Imagine an office building where heating, ventilation, and air conditioning systems continuously adjust to changing conditions: When a temperature sensor fails, another available device takes over seamlessly; When a new type of device is installed, the control loops reconfigure themselves without manual redesign.
These examples show how semantic reasoning can serve as the missing link between monitoring and control. Monitoring tells us what’s happening; control decides what to do next to achieve certain objectives. SEMIoTICS bridged that gap by giving systems the ability to “understand” the meaning and relationships behind their data.

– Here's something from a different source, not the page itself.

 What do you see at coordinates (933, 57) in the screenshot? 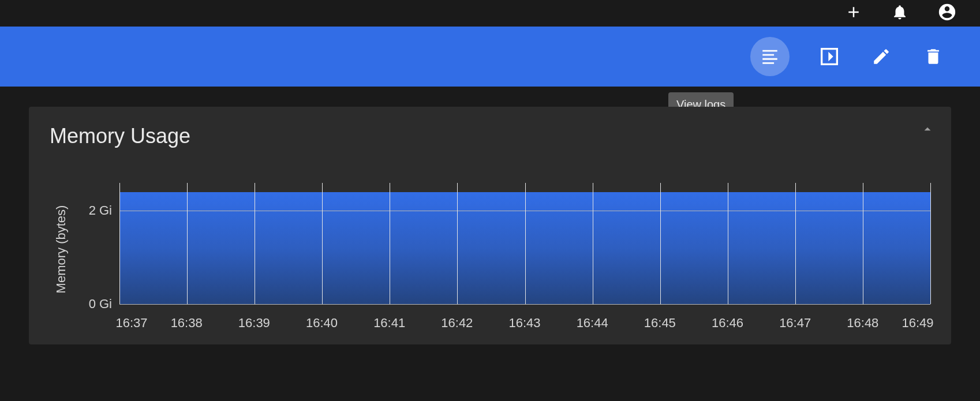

Beyond buildings: Applications in critical infrastructures
We later extended SEMIoTICS to critical infrastructures such as electric power systems and water distribution networks, the backbone of modern society. In these domains, we showed that semantic reasoning and self-reconfiguration could enable, e.g.,
- Online state estimation in electric power networks, improving reliability under faults or communication failures.
- Adaptive control of water networks, balancing flow and pressure dynamically when demand patterns change.
- Distributed fault detection, where the system itself reasons about sensor data to localize anomalies and trigger responses.
Each of these applications revealed the same underlying principle: when systems are equipped with knowledge about themselves and their environment, they can maintain performance and resilience autonomously.
The road ahead: Challenges and Opportunities
Despite the progress made, there are still many challenges for both control engineers and AI researchers to address. For control engineers, a challenge lies in embedding these new reasoning and learning capabilities into systems that must remain safe, stable, and verifiable. For AI researchers, a challenge is to design autonomous agents that can understand not only language and data, but also physical processes, constraints, and causality, the essence of engineering systems.
Today, with the rise of agentic AI and autonomous reasoning frameworks, this convergence feels closer than ever. Agentic AI can act as the “thinking layer” on top of control architectures, continuously observing, reasoning, and redesigning control strategies in response to changing conditions.
Imagine a power grid that automatically reorganizes itself after a disturbance, maintaining service continuity without human intervention, or a smart city where water distribution, lighting, and mobility systems cooperate through shared reasoning, optimizing for sustainability and comfort. Or an industrial facility that uses AI agents to design, test, and deploy control loops dynamically as production lines evolve.
These examples are no longer science fiction. They represent the next logical step toward self-engineering systems, where engineering intelligence and artificial intelligence merge into a single continuum.
Looking forward
The journey that began with SEMIoTICS continues today, shaped by the same question that guided our research years ago: how can we make complex systems smarter, safer, and more adaptable - not by adding more data, but by teaching them to reason?
As AI tools grow more powerful, we have an extraordinary opportunity to rethink how we design and maintain the systems that sustain our lives. The bridge between control theory and AI is not just technical, it is profoundly human. It is about creating technologies that learn to care for the systems we depend on, freeing engineers to focus on creativity, innovation, and impact.
The next wave of progress won’t come from smarter algorithms alone, but from systems that truly understand their purpose within the world they serve. If this vision resonates with you, as an engineer, scientist, or dreamer, let’s keep building that bridge between human ingenuity and artificial intelligence. I’d love to hear how others see the merging of AI and control engineering.